Synopses & Reviews
This study of what Brian Norman terms a neo–segregation narrative tradition examines literary depictions of life under Jim Crow that were written well after the civil rights movement. From Toni Morrison’s first novel, The Bluest Eye, to bestselling black fiction of the 1980s to a string of recent work by black and nonblack authors and artists, Jim Crow haunts the post–civil rights imagination. Norman traces a neo–segregation narrative tradition—one that developed in tandem with neo–slave narratives—by which writers return to a moment of stark de jure segregation to address contemporary concerns about national identity and the persistence of racial divides. These writers upset dominant national narratives of achieved equality, portraying what are often more elusive racial divisions in what some would call a postracial present. Norman examines works by black writers such as Lorraine Hansberry, Toni Morrison, Alice Walker, David Bradley, Wesley Brown, Suzan-Lori Parks, and Colson Whitehead, films by Spike Lee, and other cultural works that engage in debates about gender, Black Power, blackface minstrelsy, literary history, and whiteness and ethnicity. Norman also shows that multiethnic writers such as Sherman Alexie and Tom Spanbauer use Jim Crow as a reference point, extending the tradition of William Faulkner’s representations of the segregated South and John Howard Griffin’s notorious account of crossing the color line from white to black in his 1961 work Black Like Me.
Review
“Provocative and illuminating . . .
Neo–Segregation Narratives is crucial reading for anyone interested in deciphering the malleable manifestations of the color line in a postracial culture.”—Elizabeth Abel, University of California, Berkeley
Review
“Offering an original and provocative approach to the literary representation of segregation, Neo–Segregation Narratives demands that we think differently, and much more creatively, about the historical timeline of Jim Crow and the complex persistence of American racial divisions.”—Eric J. Sundquist, author of King’s Dream: The Legacy of Martin Luther King’s “I Have a Dream” Speech
Review
“By defining key figures, practices, and comparative approaches,
Neo-Segregation Narratives clarifies and validates the work of scholarship on the literature of the Civil Rights Movement.”—Julie Buckner Armstrong,
MELUS Review
“Norman’s reorienting anatomy of his chosen texts and his energetic defense of his conceptual and methodological underpinnings gives this study a rich blend of poise and provocation that has staying power.”—John S. Wright,
Journal of America HistoryReview
“Neo-Segregation Narratives is an expansive and inventive work of scholarship, intrepid in its declaration of a new literary tradition. . . . Norman’s study leaves me reflecting on this intriguing suggestion that literature can achieve forms of ‘integration’ that continue to elude us in American life.”—Heidi E. Bollinger, Callaloo
Review
“Norman has produced a valuable work of scholarship, one that will resituate the way those of us who work in African American literary and cultural studies, as well as those who work more broadly in critical race theory and historiographical studies, will think and talk about black cultural products in years to come.” —Gary Edward Holcomb, Journal of Twentieth-Century Literature
Synopsis
This study of what Brian Norman terms a neo-segregation narrative tradition examines literary depictions of life under Jim Crow that were written well after the civil rights movement.

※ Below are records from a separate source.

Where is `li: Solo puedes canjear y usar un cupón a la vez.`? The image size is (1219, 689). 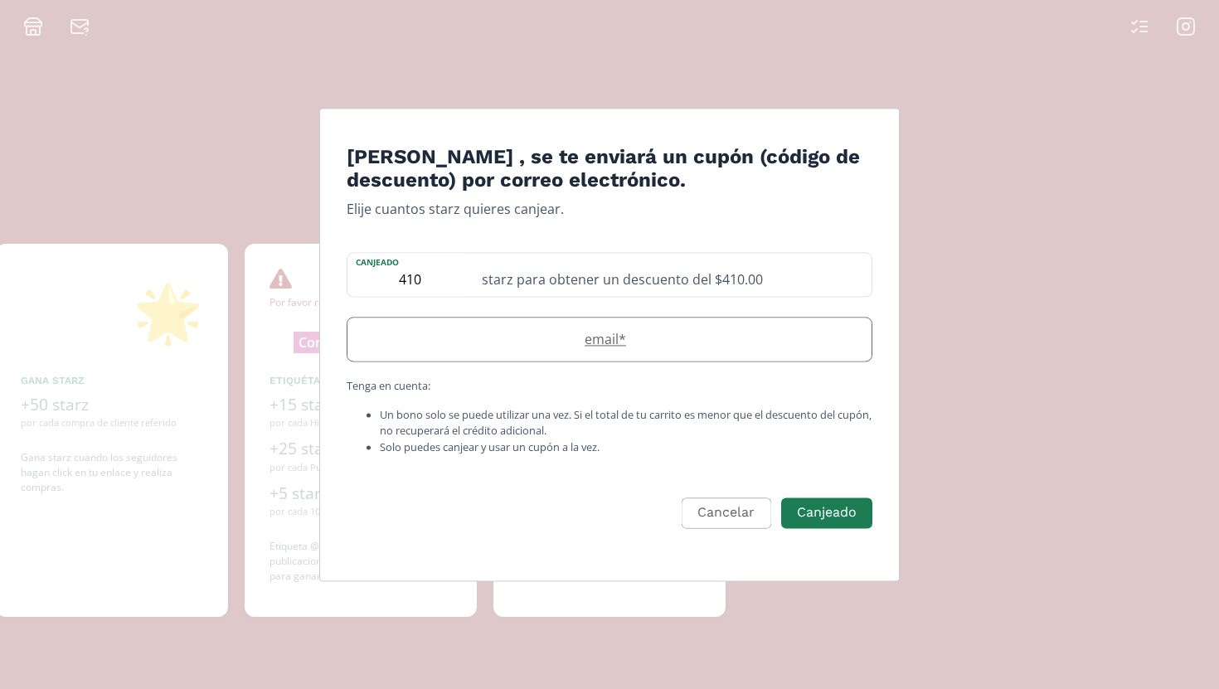
li: Solo puedes canjear y usar un cupón a la vez. is located at coordinates (626, 447).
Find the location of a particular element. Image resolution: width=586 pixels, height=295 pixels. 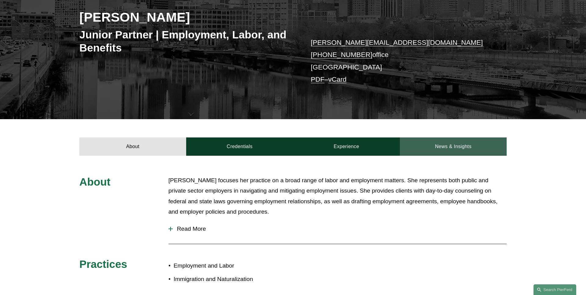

From Toni Morrison's first novel, The Bluest Eye, to bestselling black fiction of the 1980s to a string of recent work by black and nonblack authors and artists, Jim Crow haunts the post-civil rights imagination. Norman traces a neo-segregation narrative tradition--one that developed in tandem with neo-slave narratives--by which writers return to a moment of stark de jure segregation to address contemporary concerns about national identity and the persistence of racial divides. These writers upset dominant national narratives of achieved equality, portraying what are often more elusive racial divisions in what some would call a postracial present.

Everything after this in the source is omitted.